The city is 1,390 miles southeast of Aceh province, where 131,000 people died in the 2004 tsunami that was triggered by a magnitude-9 earthquake under the ocean.

Many roads and bridges were destroyed in yesterday's quake, hindering efforts to get taxis and pickups filled with wounded to hospitals.


JEWEL SAMAD / AFP / Getty Images
Two women consoled each other yesterday as they say amid the rubble of their collapsed home in the town of Jetis in Yogyakarta province. The magnitude-6.3 quake knocked out power and telephone service for much of the area, and it collapsed bridges and cracked roads, hampering efforts to transport survivors to already overflowing hospitals.
Officials said that, at the least, tens of thousands of residents had been left homeless. Doctors struggled to care for the injured, hundreds of whom were lying on plastic sheets, straw mats and even newspapers outside the overcrowded hospitals, some hooked to intravenous drips dangling from trees.

A driving rain began late last night, and major hospitals set up tents in their parking lots to try to protect the overflowing masses of the injured. Nurses ran in and out, ferrying quickly dwindling supplies.

Blood stained the floor at Yogyakarta's Dr. Sardjito Hospital, along with piles of soiled bandages and used medical supplies.

“We are short of surgeons,” said Alexander, a doctor who like many Indonesians goes by one name. “There are still so many critically injured people here.”

By nightfall, officials at the hospital had tallied 89 dead, but bodies kept arriving and some family members were taking them home before they could be added to the official toll.


DIMAS ARDIAN / Getty Images
Injured children were treated in the yard of a hospital in Bantul.
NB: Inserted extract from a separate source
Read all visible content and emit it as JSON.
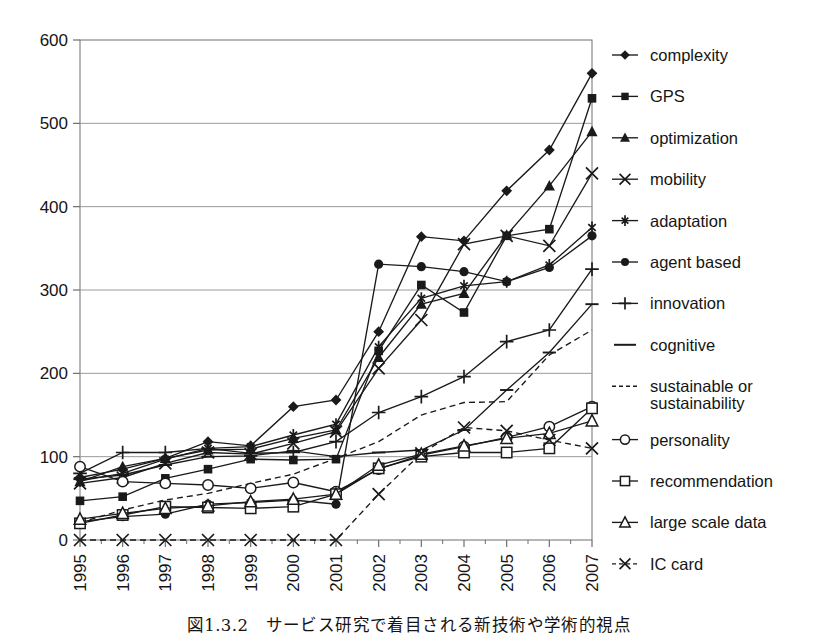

Some hospitals were so overcrowded that hundreds of survivors were lying on plastic sheets and even newspapers, with several patients hooked to intravenous drips hung from trees.
Neighboring Malaysia said it will send a 56-member search team, doctors and medical supplies, and the European Commission said it would release up to $3.8 million in emergency aid.

The World Food Program was sending a plane with two tons of medicine and eight truckloads of fortified noodles and biscuits, agency spokeswoman Brenda Barton said in Rome.

The Italian government also loaded a plane with 27 tons of tents, blankets, water purifiers, electric generators and other aid, the Foreign Ministry said.

UNICEF is sending 9,000 tarpaulins, 2,000 tents, health kits and hygiene kits, spokesman John Budd told CNN. He said a hospital and several health clinics had collapsed, and about 4,000 houses were destroyed.

Almost all people had already been evacuated away from the volcano's danger zone, and there were no reports of injuries there. A geological researcher at the Indonesian Science Institute, Dani Hilman, said he did not believe the quake was powerful enough to create a large eruption.

The quake cracked the runway and waiting area at the Yogyakarta airport, closing it to aircraft until at least today while inspections take place, Transport Minister Hatta Radjasa said.

Officials said the famed 7th century Borobudur Buddhist temple, one of Indonesia's most popular tourist attractions, was not affected by the quake. Nearby Prambanan, a spectacular Hindu temple to the southeast, suffered some damage but it was not immediately clear how much, officials said.

Nearly 1 million tourists visit the temples every year.


The New York Times News Service contributed to this report.